A Dirty Love Affair With Air

There are two kinds of air I love. I absolutely would, if they were physical beings, have sex with them. The first is winter air. At home in Jersey, away from the industrial mess along the turnpike that everyone associates with the state, away from the smog and smell of burning rubber, in the winter as it gets colder, the air gets crisper. At dusk, right as the sun is going down and right before the temperature plummets, there is that short time where you can still see your breath—thick and slow-moving like cigar smoke—and you can still feel your face. Being able to feel your face is important, once it goes numb and your nose starts running, phlegm and snot clog the airways and breathing becomes a hassle. Sucking the air in deep, all the way down to the diaphragm, it chills then stings your insides. What feels like an icicle stuck from your throat to your stomach stays there until you exhale and watch the breath wisp away.

When I was a child, I was intrigued by the idea that I could look like a bull if I snorted hard enough in the cold air. I would stamp my foot and exhale as hard as I could, at the same time trying to catch a glimpse of the air before it disappeared, sucked up by the fading sunlight. I adore the crisp feeling of the air. Feeling like, if my lungs were outside my body, they would crack in half after a deep breath. It is the same in the morning when, right after you wake up, walking outside for the mail you can stretch, inhale and shake awake instantly. It is a jolt. And I like jolts.

The winter air is also comforting. It is a safety net that I know will be there every year. The temperature begins a gradual slide and one day I’m able to see my breath again. After sweating profusely for many months it feels good to see only my thick breath leaving me, not what seems like gallons of sweat in the summertime. As the summers get longer, though, and the winters get a few degrees warmer, with fewer nights showing me my breath, it worries me. Will it all be gone by the time I’m an adult? Will it be warm constantly? Will snow completely disappear? All I can do is hope not. I pray that I’ll have snow when I’m older, that, even when I’m thirty, I’ll be able to stand outside, arms stretched to the sky and breathe in deep, exhale slowly, and watch my breath drift away from me in the same smokehouse-fashion as it does every winter.
The second kind of air isn’t the kind I should love. But instead, I have a dirty, hot, heavy, secret relationship with it fit only for back alleys and two-dollar whorehouses—the kind of relationship I’d come out of with a disease. It is city air. Let me be more specific, it is New York City air, and the air in the subways and on the PATH, the air that goes between Jersey and the City. Other city air isn’t the same. Boston air? DC air? I was immersed in the good City air every day for four years on the PATH twice a day to get to and from my high school. The air is dense, muggy and slightly saline—from the sweat of thousands of immigrant workers and white-collar businessmen, or the dollar peanuts, or some other viscous, vagrant-emitted substance.

The first thing that comes to mind when I think about the air now, six hundred miles away from it, are toxic-bright yellow lines on dead-gray concrete, the three-inch thick line commuters swarm to, watching rats while waiting to get on the subway first. There was a time when I was younger that I would point out the rats as they scrambled from under tracks to pick up crumbs and back. Now I watch as little kids, their first time in the city, do the same. I can’t believe I was that stupid. It’s a rat, who cares?

The City conjures those images—the lines, the rats—and steam in my mind. The air, even inside the PATH where they pump air conditioning, is steamy and heavy. It sits on your shoulders like a conscience, reminding you that the City is what it is—dirty but full of everything, anything you can think of. But then what is that new smell? A whiff of flowers or something. Perfume. Cologne. Whatever. Something new to the mix, strangling the original scent of the air, another reminder that things are changing. Slowly. The aroma stays for a few moments then goes, but comes back when another tourist boards. It is slightly omnipresent, like a ghost, in and out, there but not. I don’t like the perfume. I love the stale, heavy air. It reminds me of day trips to the City—the American Museum of Natural History, the Intrepid, Radio City Music Hall. It reminds me of high school—all those days dressed in khaki and dress shirts, watching as bums begged four feet away, and hoping that they wouldn’t come close enough that I’d have to interact, have to fake that I didn’t have any change. Then again there is always that burst, that fresh scent again, and my attention is back to a tourist in a cowboy hat or an “I Love New York” shirt, forcing his or her way into a seat, oblivious of the old, black grandmother, two grandkids in tow that couldn’t make it fast enough from the platform to the seat. The subway dings and dongs, then rattles off.

One Response to “A Dirty Love Affair With Air”

  1. Wow, that’s interesting. I feel the same way about winter air. Even though I lived in New York (Long Island, to be exact) for the first three years of my life, I don’t remember it well. City air wouldn’t be my love even if I did really remember. I had a bit of asthma.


| Problem details |
Which lines in the data below contain the word "assets"? Copy each of them.
[[ Dataset content, beginning ]]
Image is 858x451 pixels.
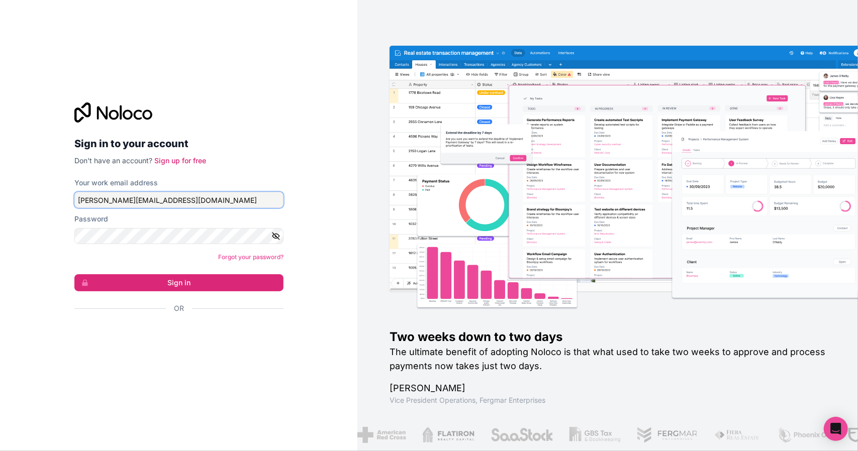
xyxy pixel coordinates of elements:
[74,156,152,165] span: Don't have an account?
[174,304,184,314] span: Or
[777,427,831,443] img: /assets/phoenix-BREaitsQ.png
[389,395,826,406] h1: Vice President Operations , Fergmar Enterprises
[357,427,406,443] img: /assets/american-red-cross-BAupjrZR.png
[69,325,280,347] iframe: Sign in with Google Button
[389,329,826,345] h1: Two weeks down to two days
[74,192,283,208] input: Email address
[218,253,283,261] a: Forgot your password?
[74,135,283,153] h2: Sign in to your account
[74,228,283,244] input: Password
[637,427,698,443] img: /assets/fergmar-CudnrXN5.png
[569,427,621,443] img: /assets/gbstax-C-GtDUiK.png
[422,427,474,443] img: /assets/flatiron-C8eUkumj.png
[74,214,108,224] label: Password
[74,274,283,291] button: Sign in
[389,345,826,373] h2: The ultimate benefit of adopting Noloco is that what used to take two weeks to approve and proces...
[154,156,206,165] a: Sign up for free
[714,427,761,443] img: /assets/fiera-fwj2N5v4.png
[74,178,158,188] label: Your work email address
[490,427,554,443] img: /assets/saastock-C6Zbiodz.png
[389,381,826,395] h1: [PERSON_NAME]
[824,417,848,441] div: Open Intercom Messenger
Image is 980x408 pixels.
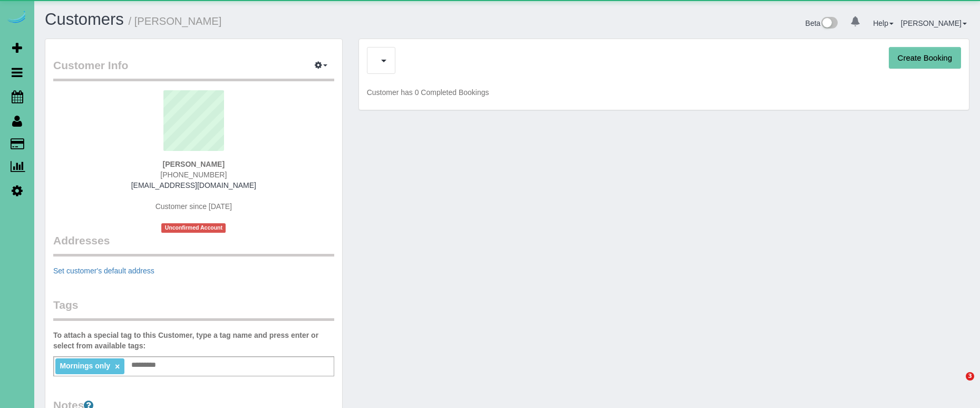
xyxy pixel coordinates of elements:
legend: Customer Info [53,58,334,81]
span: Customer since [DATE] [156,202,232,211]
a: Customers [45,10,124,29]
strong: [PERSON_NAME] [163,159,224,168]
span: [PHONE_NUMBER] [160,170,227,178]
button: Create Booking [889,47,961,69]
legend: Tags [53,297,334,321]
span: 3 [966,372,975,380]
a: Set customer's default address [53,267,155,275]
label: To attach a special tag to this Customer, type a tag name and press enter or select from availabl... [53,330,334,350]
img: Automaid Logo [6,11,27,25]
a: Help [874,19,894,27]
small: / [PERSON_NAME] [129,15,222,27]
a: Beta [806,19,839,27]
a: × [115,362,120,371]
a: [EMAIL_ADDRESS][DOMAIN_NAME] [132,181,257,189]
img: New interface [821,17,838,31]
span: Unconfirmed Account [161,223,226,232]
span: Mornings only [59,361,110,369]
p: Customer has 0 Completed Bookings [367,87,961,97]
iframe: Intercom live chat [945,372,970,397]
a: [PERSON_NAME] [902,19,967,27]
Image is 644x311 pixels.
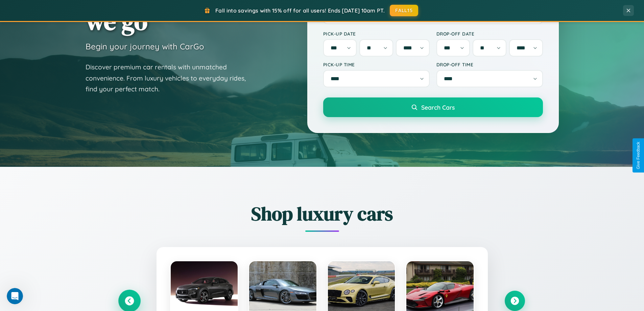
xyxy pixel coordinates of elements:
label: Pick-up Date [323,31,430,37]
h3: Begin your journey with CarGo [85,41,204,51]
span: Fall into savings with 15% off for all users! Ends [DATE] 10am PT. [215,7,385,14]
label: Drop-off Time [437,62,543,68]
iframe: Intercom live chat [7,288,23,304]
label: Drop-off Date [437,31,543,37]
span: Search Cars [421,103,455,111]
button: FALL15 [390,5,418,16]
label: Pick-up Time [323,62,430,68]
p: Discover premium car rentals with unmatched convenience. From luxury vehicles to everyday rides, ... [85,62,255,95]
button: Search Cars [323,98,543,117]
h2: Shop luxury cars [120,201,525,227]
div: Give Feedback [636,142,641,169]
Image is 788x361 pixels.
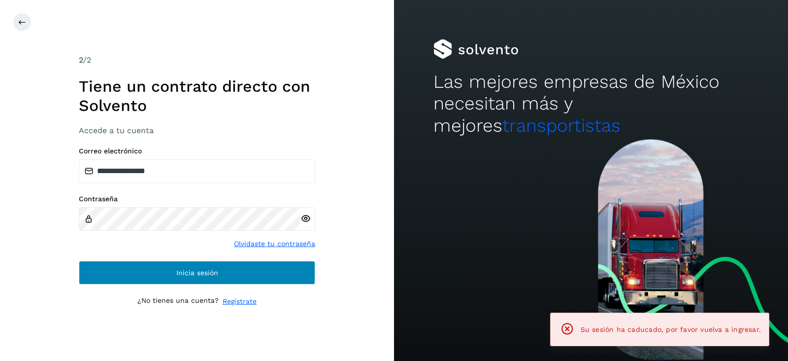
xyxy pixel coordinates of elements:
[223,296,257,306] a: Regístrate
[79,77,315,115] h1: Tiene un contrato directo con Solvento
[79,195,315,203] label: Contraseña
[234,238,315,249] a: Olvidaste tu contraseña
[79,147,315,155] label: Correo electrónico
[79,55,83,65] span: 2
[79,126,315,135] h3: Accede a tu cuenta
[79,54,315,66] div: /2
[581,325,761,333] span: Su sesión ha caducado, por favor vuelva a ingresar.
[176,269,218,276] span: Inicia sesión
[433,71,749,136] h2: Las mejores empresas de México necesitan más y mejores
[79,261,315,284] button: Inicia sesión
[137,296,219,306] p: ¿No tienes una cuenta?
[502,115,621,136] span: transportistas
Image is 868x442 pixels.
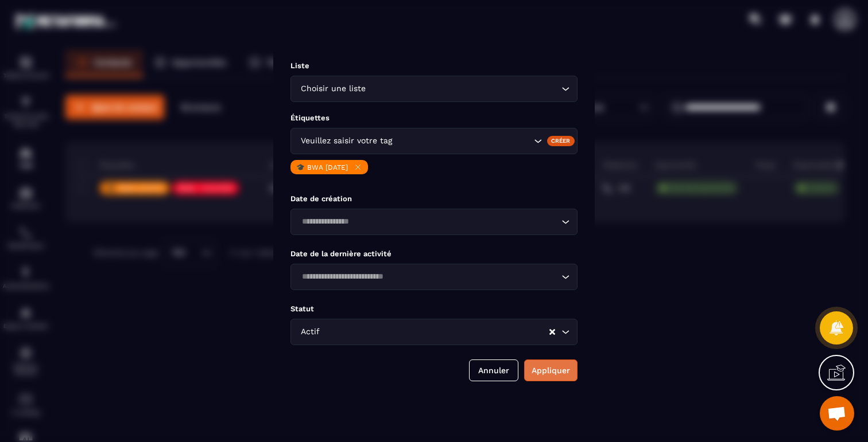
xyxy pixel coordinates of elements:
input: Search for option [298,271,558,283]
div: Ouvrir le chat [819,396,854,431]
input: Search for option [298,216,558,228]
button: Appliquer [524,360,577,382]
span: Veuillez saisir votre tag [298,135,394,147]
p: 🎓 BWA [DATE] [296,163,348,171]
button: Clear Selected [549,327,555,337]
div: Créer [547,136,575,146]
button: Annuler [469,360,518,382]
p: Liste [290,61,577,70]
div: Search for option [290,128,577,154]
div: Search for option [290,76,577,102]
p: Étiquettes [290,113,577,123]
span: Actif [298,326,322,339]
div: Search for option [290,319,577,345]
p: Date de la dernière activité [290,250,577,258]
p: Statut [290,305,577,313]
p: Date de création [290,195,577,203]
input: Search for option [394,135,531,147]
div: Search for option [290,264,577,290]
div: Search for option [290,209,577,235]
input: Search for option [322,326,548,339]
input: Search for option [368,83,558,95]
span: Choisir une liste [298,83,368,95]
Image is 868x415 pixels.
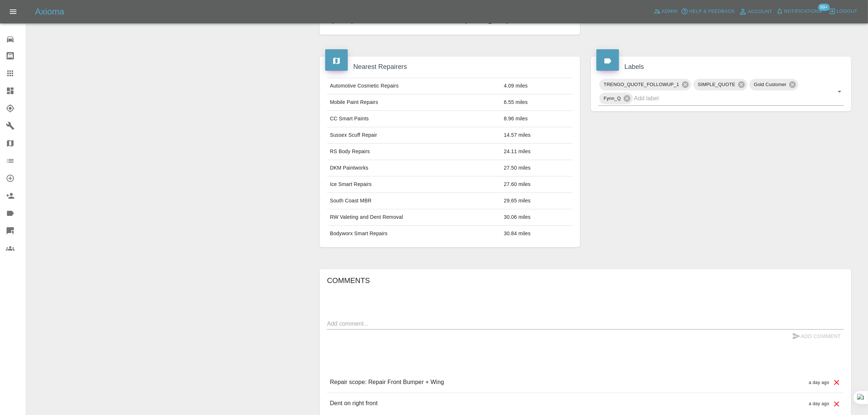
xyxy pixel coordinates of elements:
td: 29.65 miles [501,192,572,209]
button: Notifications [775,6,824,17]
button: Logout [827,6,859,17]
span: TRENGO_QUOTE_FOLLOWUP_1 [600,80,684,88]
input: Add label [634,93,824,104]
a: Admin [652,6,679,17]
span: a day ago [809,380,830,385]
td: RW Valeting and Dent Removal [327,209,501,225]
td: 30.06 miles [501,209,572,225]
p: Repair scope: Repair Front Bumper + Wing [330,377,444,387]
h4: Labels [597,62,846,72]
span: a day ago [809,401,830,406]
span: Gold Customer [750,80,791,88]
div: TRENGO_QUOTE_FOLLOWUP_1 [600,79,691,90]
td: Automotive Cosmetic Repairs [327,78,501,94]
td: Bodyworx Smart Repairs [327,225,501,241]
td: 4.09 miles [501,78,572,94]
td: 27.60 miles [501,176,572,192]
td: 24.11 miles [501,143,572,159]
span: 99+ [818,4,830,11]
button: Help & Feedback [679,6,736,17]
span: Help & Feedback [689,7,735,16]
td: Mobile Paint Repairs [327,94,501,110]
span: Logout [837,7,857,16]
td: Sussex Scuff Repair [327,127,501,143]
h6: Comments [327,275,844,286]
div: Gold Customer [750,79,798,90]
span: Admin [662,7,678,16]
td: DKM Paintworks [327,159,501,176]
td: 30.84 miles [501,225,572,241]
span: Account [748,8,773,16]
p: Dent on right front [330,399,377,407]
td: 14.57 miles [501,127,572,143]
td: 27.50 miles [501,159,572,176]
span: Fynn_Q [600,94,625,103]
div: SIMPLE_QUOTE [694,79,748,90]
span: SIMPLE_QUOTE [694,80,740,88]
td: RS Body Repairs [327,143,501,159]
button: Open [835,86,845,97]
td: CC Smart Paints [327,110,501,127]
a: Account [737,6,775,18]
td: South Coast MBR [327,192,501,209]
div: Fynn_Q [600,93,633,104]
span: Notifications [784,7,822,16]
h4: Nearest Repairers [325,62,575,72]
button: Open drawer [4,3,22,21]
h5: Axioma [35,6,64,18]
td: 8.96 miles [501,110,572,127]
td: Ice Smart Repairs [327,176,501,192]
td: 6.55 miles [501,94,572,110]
[[ Dataset content, end ]]
| Result of the task |
[777,427,831,443] img: /assets/phoenix-BREaitsQ.png
[357,427,406,443] img: /assets/american-red-cross-BAupjrZR.png
[637,427,698,443] img: /assets/fergmar-CudnrXN5.png
[569,427,621,443] img: /assets/gbstax-C-GtDUiK.png
[422,427,474,443] img: /assets/flatiron-C8eUkumj.png
[714,427,761,443] img: /assets/fiera-fwj2N5v4.png
[490,427,554,443] img: /assets/saastock-C6Zbiodz.png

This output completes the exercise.